With cloud gaming pioneer OnLive officially dead, the list of options for those looking to play games on remote hardware is suddenly much narrower. The idea behind cloud gaming is that users can play AAA titles on older hardware, an ideal solution in the event you can’t afford (or simply don't want) to spend hundreds of bucks on new hardware.

Despite its shortcomings, Larry Gadea was an avid OnLive user and knew that he’d want a similar experience once the service shuts down on April 30. The solution he came up with is absolutely brilliant and can be replicated by nearly anyone under the right circumstances.

Using Amazon EC2 and Steam’s In-Home Streaming, Gadea has essentially created his own personal cloud gaming platform. Factoring in the cost of a GPU Spot instance (around $0.11 an hour) and the cost of data transfer (roughly $0.09 per gigabyte which at a sustained ~10Mbit, will cost around $0.41 per hour), the total cost of operation works out to around $0.52 per hour.

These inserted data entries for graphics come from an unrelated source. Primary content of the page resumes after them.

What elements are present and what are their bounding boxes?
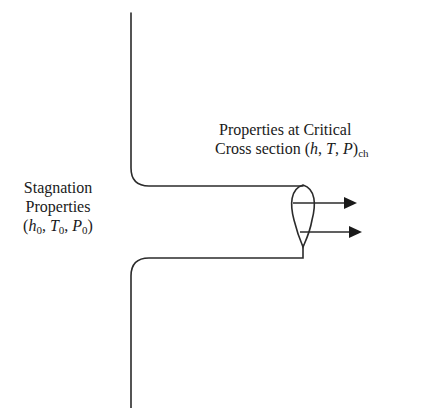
upper-flow-arrowhead-icon bbox=[344, 197, 357, 209]
stagnation-line2: Properties bbox=[4, 197, 112, 216]
critical-cross-section bbox=[292, 185, 315, 247]
stagnation-label: Stagnation Properties (h0, T0, P0) bbox=[4, 178, 112, 235]
stagnation-line1: Stagnation bbox=[4, 178, 112, 197]
critical-label: Properties at Critical Cross section (h,… bbox=[215, 120, 369, 158]
lower-flow-arrowhead-icon bbox=[349, 226, 362, 238]
stagnation-line3: (h0, T0, P0) bbox=[4, 216, 112, 235]
critical-line2: Cross section (h, T, P)ch bbox=[215, 139, 369, 158]
upper-wall bbox=[131, 13, 303, 186]
critical-line1: Properties at Critical bbox=[215, 120, 369, 139]
lower-wall bbox=[131, 245, 303, 408]
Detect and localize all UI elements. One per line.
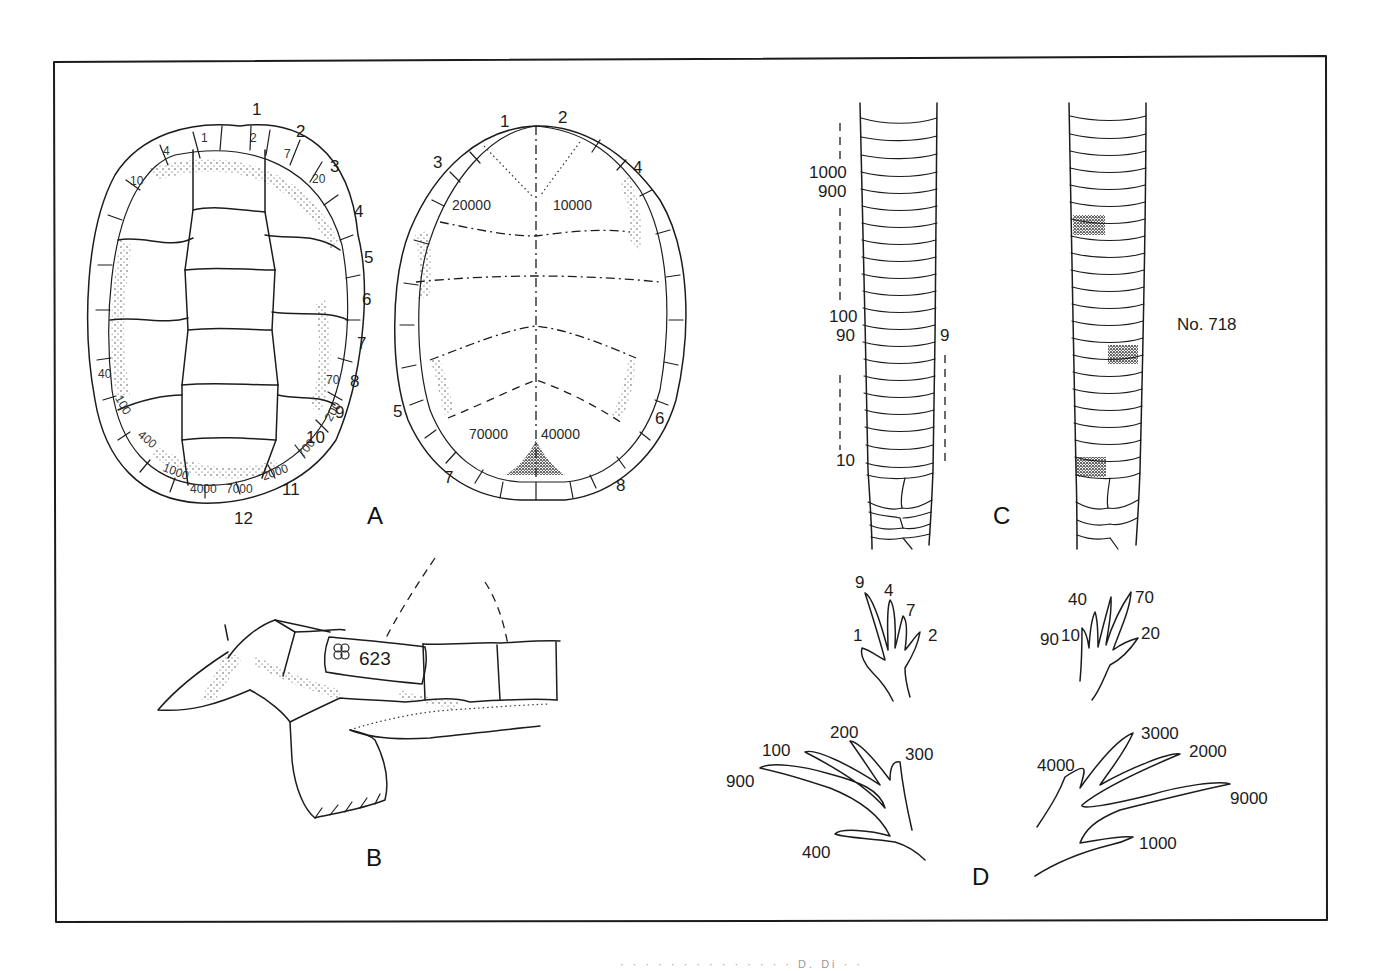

That may seem like a lot but if you consider the cost of a new gaming PC to be $1,000, you can get just over 1,900 hours of cloud service for the same price (plus you don't have to fork over all the money at once). The only catch is that you’ll need a fast Internet connection (that’s unmetered) and you need to live within 20ms of an AWS datacenter with GPU instances (you can test your ping times by clicking here).

If you’re interested in trying this for yourself, head over to Gadea’s blog to get the details. The setup process seems a bit complicated but he has an excellent tutorial that you can follow.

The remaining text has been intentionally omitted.